From the opening frame, it’s evident that Heads of State wants to be a breezy popcorn flick with a geopolitical twist. Cena stars as President Will Derringer, a former Hollywood action star inexplicably elected Commander-in-Chief—an idea that feels less like satire and more like today’s news cycle repackaged with a wink. Elba plays UK Prime Minister Sam Clarke, who views Derringer as a joke—until they’re forced to team up after a terrorist attack downs Air Force One en route to a NATO summit.


It’s a setup that screams buddy action comedy with global stakes, but what follows is a clunky patchwork of exposition-heavy dialogue, lazy tropes, and paper-thin character development. The script, penned by Josh Applebaum, André Nemec, and Harrison Query, relies so heavily on cliché that you can almost predict every beat before it lands. Toss in a power-hungry Vice President (Carla Gugino), a remorseful hacker (Stephen Root), and a ruthless villain (Paddy Considine, phoning in menace as Viktor Gradov), and you’ve got a streaming-era stew of narrative familiarity.


Yet in the midst of this narrative chaos, the action shines.


Naishuller doesn’t disappoint when the fists fly and bullets rip. Despite the PG-13 limitations, he stages tightly edited and surprisingly inventive set pieces—a slapstick-heavy skirmish that channels Jackie Chan, a brutal mirrored vault showdown, and a slick shootout scored to the ever-overused yet effective “Sabotage” by Beastie Boys. It’s in these moments where Heads of State almost convinces you it could’ve been more than forgettable content.

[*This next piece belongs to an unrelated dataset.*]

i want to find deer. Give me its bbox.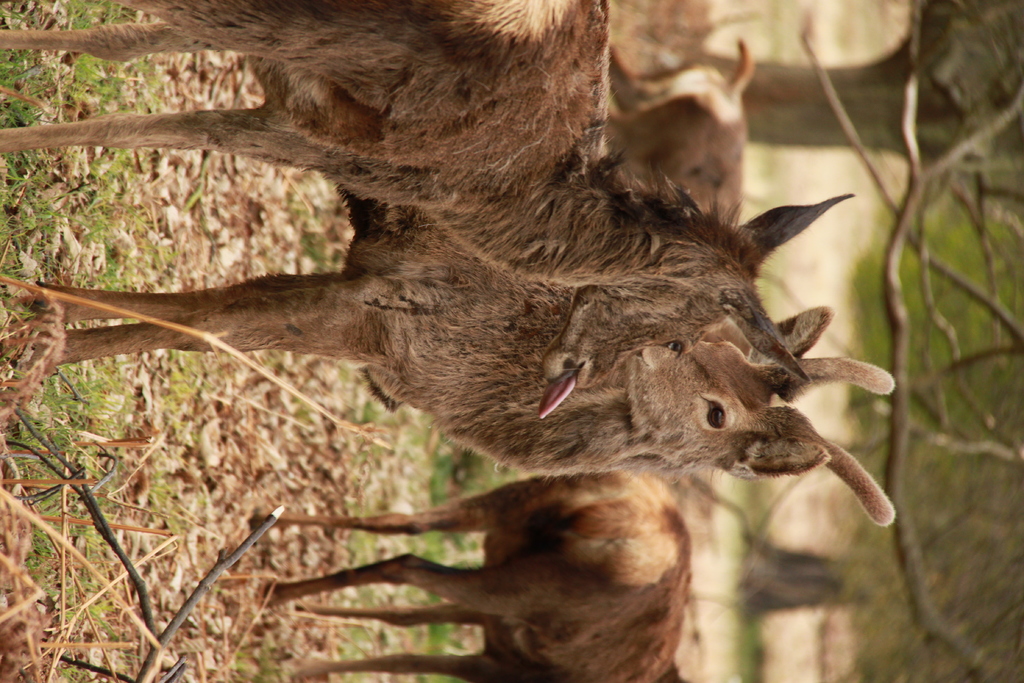
l=0, t=0, r=860, b=418.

Cena and Elba bring some much-needed chemistry and levity, riffing off each other with a natural rhythm that keeps the movie from flatlining. Their scenes hum with buddy-comedy energy, an echo of their dynamic in The Suicide Squad, though played with less bite here. Cena leans into a clumsier, more comedic action persona, which plays surprisingly well against Elba’s grounded authority. It’s a pairing that deserves a better script.


Priyanka Chopra Jonas, however, feels adrift. As MI6 agent Noel Bisset, she has her action moments—including an intense hand-to-hand fight—but lacks any real connection with the other leads. Her character is underwritten, her motivations barely explored. It’s yet another Hollywood outing that fails to tap into the star power she once wielded in Indian cinema. Chopra’s crossover may have paid off financially, but creatively, it remains stalled.


Jack Quaid, as CIA agent Marty Comer, fares even worse. His performance is a flat echo of Ryan Reynolds-esque sarcasm without the charm. He drags down the momentum in every scene he’s in, a frustrating presence in a film already struggling to justify its 114-minute runtime.


What Heads of State ultimately suffers from is the modern streaming ailment: the illusion of cinematic storytelling, without the substance. It’s visually passable, intermittently exciting, and completely forgettable. The dialogue feels AI-generated, with characters repeatedly re-explaining plot points for viewers distracted by their phones. Nothing sticks. Nothing matters. It’s content, not cinema.


Yet, Naishuller’s direction remains the sole lifeline. His ability to shoot coherent, engaging action—even when neutered by studio restrictions—is commendable. You sense a director desperate to unleash, restrained by a system that favors generic appeal over artistic risk. Had he been allowed to go full R-rated, Heads of State might have delivered the edgy thrills it teases. Instead, it’s a cautionary tale about what happens when creative talent is smothered by algorithm-driven storytelling.


In the end, Heads of State isn’t a complete failure. It’s a frustrating near-miss—a showcase of great action craft trapped inside a hollow shell. It may entertain in bursts, particularly when Cena and Elba are on screen, but it never quite earns its place in memory. Like most direct-to-streaming offerings, it disappears as quickly as it arrives, another casualty of the endless content treadmill.


Final Verdict: Watch it for the action and the Cena-Elba banter. Forget everything else.